The reason, of course, is that it's not what floats are designed for at all. Instead, you might want to use decimal, which is a precise decimal number, unlike float/double.

There's a few special values in floating point numbers, with different meanings:

  • Infinity - e.g. 1f / 0f.
  • -Infinity - e.g. -1f / 0f.
  • NaN - e.g. 0f / 0f or Math.Sqrt(-1)

However, as the commenters below noted, while decimal does in fact check for overflows, coming too close to zero is not considered an overflow, just like with floating point numbers. So if you really need to check for this, you will have to make your own * and / methods. With decimal numbers, you shouldn't really care, though.

If you need this kind of precision for multiplication and division (that is, you want your divisions to be reversible by multiplication), you should probably use rational numbers instead - two integers (big integers if necessary). And use a checked context - that will produce an exception on overflow.

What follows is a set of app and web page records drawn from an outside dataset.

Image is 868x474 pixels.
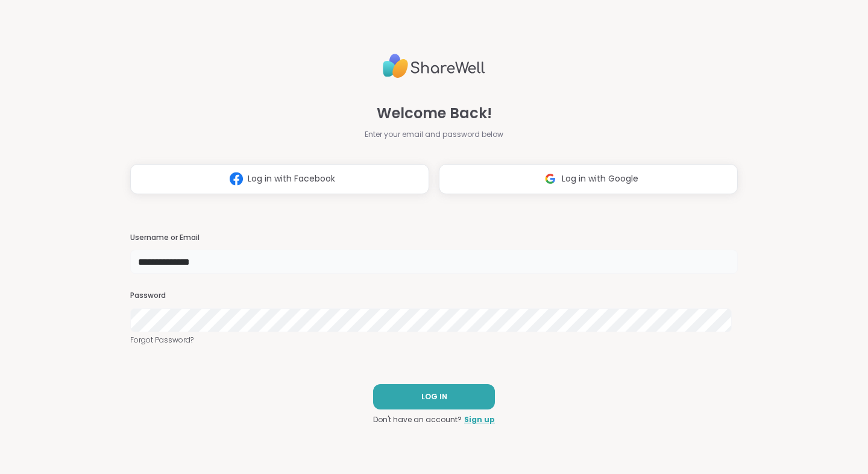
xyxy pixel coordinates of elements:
[130,290,738,301] h3: Password
[377,102,492,124] span: Welcome Back!
[130,233,738,243] h3: Username or Email
[374,414,462,425] span: Don't have an account?
[539,168,562,190] img: ShareWell Logomark
[225,168,248,190] img: ShareWell Logomark
[365,129,503,139] span: Enter your email and password below
[130,335,738,345] a: Forgot Password?
[130,164,429,194] button: Log in with Facebook
[248,172,336,185] span: Log in with Facebook
[439,164,738,194] button: Log in with Google
[383,49,486,83] img: ShareWell Logo
[374,384,495,410] button: LOG IN
[464,414,495,425] a: Sign up
[421,391,448,402] span: LOG IN
[562,172,638,185] span: Log in with Google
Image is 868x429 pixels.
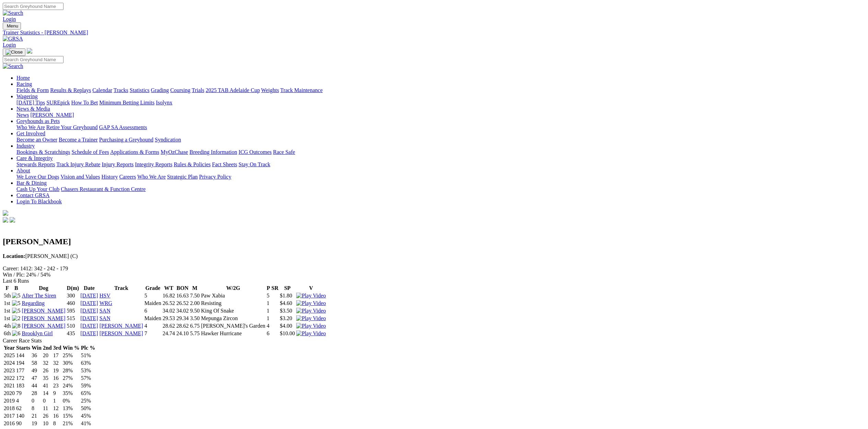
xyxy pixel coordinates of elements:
td: 26 [42,367,52,374]
a: We Love Our Dogs [16,174,59,179]
td: 14 [42,390,52,397]
td: 1st [3,300,11,307]
a: Breeding Information [189,149,237,155]
a: History [101,174,118,179]
th: F [3,285,11,291]
td: 300 [67,293,80,299]
a: [DATE] Tips [16,100,45,105]
div: Racing [16,87,865,93]
td: 6th [3,330,11,337]
td: $3.50 [279,307,295,314]
td: 19 [31,420,42,427]
div: Wagering [16,100,865,106]
th: Starts [16,345,31,351]
th: WT [162,285,175,291]
a: SUREpick [46,100,70,105]
img: Search [3,63,23,70]
a: Retire Your Greyhound [46,125,98,130]
th: SP [279,285,295,291]
h2: [PERSON_NAME] [3,237,865,246]
a: Wagering [16,93,38,99]
a: [DATE] [80,308,98,314]
a: WRG [100,301,112,306]
a: Trainer Statistics - [PERSON_NAME] [3,29,865,36]
td: 65% [81,390,96,397]
a: Become an Owner [16,137,57,143]
td: 32 [53,360,62,367]
a: Become a Trainer [59,137,98,143]
div: Career Race Stats [3,338,865,344]
span: Win / Plc: [3,272,25,277]
th: V [296,285,326,291]
td: 23 [53,383,62,389]
text: 1412: 342 - 242 - 179 [20,265,68,272]
td: 51% [81,352,96,359]
td: $4.00 [279,323,295,329]
td: 29.53 [162,315,175,322]
a: [PERSON_NAME] [21,323,65,329]
td: 41 [42,383,52,389]
a: Schedule of Fees [71,149,109,155]
div: Care & Integrity [16,161,865,168]
a: [PERSON_NAME] [100,331,143,336]
a: Fact Sheets [212,161,237,168]
a: Careers [119,174,136,179]
td: Mepunga Zircon [201,315,266,322]
td: 53% [81,367,96,374]
td: Maiden [144,315,162,322]
th: Plc % [81,345,96,351]
div: Last 6 Runs [3,278,865,284]
a: MyOzChase [161,149,188,155]
a: Statistics [129,87,150,93]
div: Greyhounds as Pets [16,125,865,131]
td: 24% [62,383,80,389]
img: 2 [12,315,20,321]
td: 3.50 [190,315,200,322]
text: 24% / 54% [26,272,50,277]
a: Who We Are [16,125,45,130]
a: Watch Replay on Watchdog [296,301,326,306]
a: About [16,168,30,174]
div: News & Media [16,112,865,118]
a: Login [3,16,16,22]
td: Resisting [201,300,266,307]
th: Win % [62,345,80,351]
td: $1.80 [279,293,295,299]
a: Track Injury Rebate [57,161,100,168]
a: Watch Replay on Watchdog [296,293,326,298]
a: Racing [16,81,32,87]
td: 59% [81,383,96,389]
td: 140 [16,413,31,419]
a: Tracks [114,87,128,93]
img: Search [3,10,23,16]
a: [PERSON_NAME] [21,308,65,314]
td: 28.62 [176,323,189,329]
img: Play Video [296,293,326,299]
img: Play Video [296,308,326,314]
a: Applications & Forms [110,149,159,155]
td: 21% [62,420,80,427]
button: Toggle navigation [3,49,25,56]
a: Watch Replay on Watchdog [296,308,326,314]
img: Play Video [296,331,326,337]
a: [DATE] [80,323,98,329]
td: 510 [67,323,80,329]
a: [DATE] [80,301,98,306]
td: 2022 [3,375,15,381]
td: 24.74 [162,330,175,337]
td: 28% [62,367,80,374]
a: Watch Replay on Watchdog [296,315,326,321]
td: 1 [266,315,270,322]
a: Login [3,42,16,48]
a: Get Involved [16,131,45,136]
td: 11 [42,405,52,412]
a: Stay On Track [239,161,270,168]
td: 35 [42,375,52,381]
a: HSV [100,293,110,298]
a: Injury Reports [102,161,133,168]
a: Coursing [170,87,191,93]
a: Brooklyn Girl [21,331,53,336]
td: 16 [53,375,62,381]
td: 16 [53,413,62,419]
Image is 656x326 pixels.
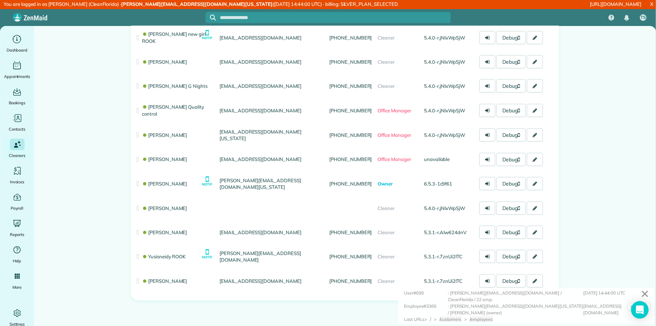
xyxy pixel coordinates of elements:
a: Cleaners [3,139,31,159]
td: [PERSON_NAME][EMAIL_ADDRESS][DOMAIN_NAME][US_STATE] [217,172,326,196]
a: [PHONE_NUMBER] [329,83,372,89]
a: [PERSON_NAME] G Nights [142,83,208,89]
td: 5.3.1-r.7znUi2ITC [421,244,477,269]
span: Cleaner [378,59,395,65]
a: Debug [497,250,526,263]
a: User list [627,303,651,311]
a: Debug [497,226,526,239]
td: [EMAIL_ADDRESS][DOMAIN_NAME][US_STATE] [217,123,326,147]
td: unavailable [421,147,477,172]
td: 5.3.1-r.7znUi2ITC [421,269,477,293]
a: Contacts [3,112,31,133]
td: 5.4.0-r.jNlxWpSjW [421,74,477,98]
span: Cleaner [378,83,395,89]
span: Cleaner [378,229,395,235]
a: [URL][DOMAIN_NAME] [590,1,642,7]
small: NOTIF [202,36,212,40]
span: Appointments [4,73,30,80]
td: [EMAIL_ADDRESS][DOMAIN_NAME] [217,269,326,293]
a: [PHONE_NUMBER] [329,59,372,65]
a: [PERSON_NAME] [142,132,187,138]
span: Office Manager [378,156,411,162]
a: Debug [497,153,526,166]
div: Notifications [619,10,635,26]
a: Debug [497,55,526,68]
a: [PHONE_NUMBER] [329,181,372,187]
a: [PERSON_NAME] Quality control [142,104,204,117]
a: [PHONE_NUMBER] [329,229,372,235]
a: [PERSON_NAME] [142,59,187,65]
a: [PHONE_NUMBER] [329,278,372,284]
span: Office Manager [378,132,411,138]
span: Owner [378,181,393,187]
td: 5.4.0-r.jNlxWpSjW [421,25,477,50]
span: Cleaner [378,254,395,259]
td: 5.4.0-r.jNlxWpSjW [421,98,477,123]
small: NOTIF [202,255,212,259]
div: : [PERSON_NAME][EMAIL_ADDRESS][DOMAIN_NAME][US_STATE] / [PERSON_NAME] (owner) [448,303,583,316]
a: [PHONE_NUMBER] [329,108,372,113]
span: Reports [10,231,25,238]
a: [PERSON_NAME] [142,156,187,162]
div: > > > [425,316,496,323]
div: User#699 [404,290,448,303]
span: Dashboard [7,46,27,54]
a: Debug [497,202,526,215]
span: /employees [470,317,493,322]
span: Cleaner [378,205,395,211]
span: Contacts [9,126,25,133]
strong: [PERSON_NAME][EMAIL_ADDRESS][DOMAIN_NAME][US_STATE] [121,1,273,7]
nav: Main [603,9,656,26]
td: [PERSON_NAME][EMAIL_ADDRESS][DOMAIN_NAME] [217,244,326,269]
a: [PERSON_NAME] [142,229,187,235]
a: [PERSON_NAME] [142,278,187,284]
a: Invoices [3,165,31,186]
div: Open Intercom Messenger [631,301,649,319]
div: [EMAIL_ADDRESS][DOMAIN_NAME] [583,303,649,316]
a: Payroll [3,191,31,212]
div: Last URLs [404,316,425,323]
a: [PERSON_NAME] [142,181,187,187]
a: [PHONE_NUMBER] [329,254,372,259]
a: Debug [497,274,526,288]
td: 6.5.3-1c9f61 [421,172,477,196]
div: [DATE] 14:44:00 UTC [583,290,649,303]
a: Debug [497,177,526,190]
td: [EMAIL_ADDRESS][DOMAIN_NAME] [217,50,326,74]
td: 5.4.0-r.jNlxWpSjW [421,123,477,147]
span: Office Manager [378,108,411,113]
a: Bookings [3,86,31,107]
span: Cleaner [378,278,395,284]
a: Help [3,244,31,265]
a: Dashboard [3,33,31,54]
a: Appointments [3,60,31,80]
td: [EMAIL_ADDRESS][DOMAIN_NAME] [217,25,326,50]
span: Payroll [11,205,24,212]
span: Help [13,257,22,265]
a: [PERSON_NAME] [142,205,187,211]
span: More [12,284,22,291]
a: Yusisneidy ROOK [142,254,186,259]
td: [EMAIL_ADDRESS][DOMAIN_NAME] [217,74,326,98]
a: [PHONE_NUMBER] [329,156,372,162]
a: Debug [497,79,526,93]
a: Reports [3,218,31,238]
td: [EMAIL_ADDRESS][DOMAIN_NAME] [217,147,326,172]
span: Cleaners [9,152,25,159]
td: [EMAIL_ADDRESS][DOMAIN_NAME] [217,98,326,123]
a: Debug [497,31,526,44]
div: Employee#3366 [404,303,448,316]
span: TS [641,15,646,20]
span: Bookings [9,99,26,107]
svg: Focus search [210,15,216,20]
a: Debug [497,128,526,142]
a: Debug [497,104,526,117]
td: 5.3.1-r.AIw624dnV [421,220,477,244]
a: [PHONE_NUMBER] [329,35,372,41]
a: [PHONE_NUMBER] [329,132,372,138]
a: ✕ [637,285,653,303]
span: Invoices [10,178,25,186]
button: Focus search [206,15,216,20]
span: /customers [440,317,462,322]
td: 5.4.0-r.jNlxWpSjW [421,50,477,74]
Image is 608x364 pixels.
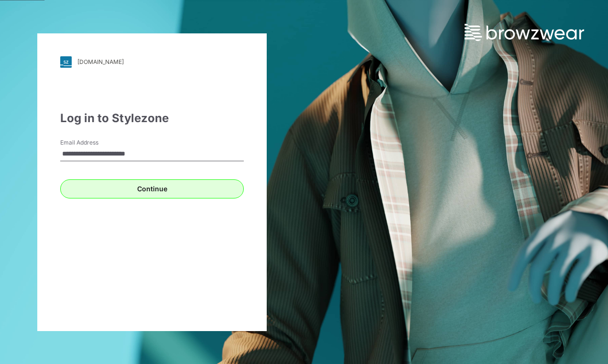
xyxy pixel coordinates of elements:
img: svg+xml;base64,PHN2ZyB3aWR0aD0iMjgiIGhlaWdodD0iMjgiIHZpZXdCb3g9IjAgMCAyOCAyOCIgZmlsbD0ibm9uZSIgeG... [60,56,71,68]
img: browzwear-logo.73288ffb.svg [465,24,584,41]
div: Log in to Stylezone [60,110,244,127]
label: Email Address [60,138,127,147]
div: [DOMAIN_NAME] [78,58,123,66]
button: Continue [60,179,244,198]
a: [DOMAIN_NAME] [60,56,244,68]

IEEE 754 in fact does handle underflow. There's two problems:

  • The return value is 0 (or -1 for negative undreflow). The exception flag for underflow is set, but there's no way to get that in .NET.
  • This only occurs for the loss of precision when you get too close to zero. But you lost most of your precision way long before that. Whatever "precise" number you had is long gone - the operations are not reversible, and they are not precise.

So if you really do care about reversibility etc., stick to rational numbers. Neither decimal nor double will work, C# or not. If you're not that precise, you shouldn't care about underflows anyway - just pick the lowest reasonable number, and declare anything under that as "invalid"; may sure you're far away from the actual maximum precision - double.Epsilon will not help, obviously.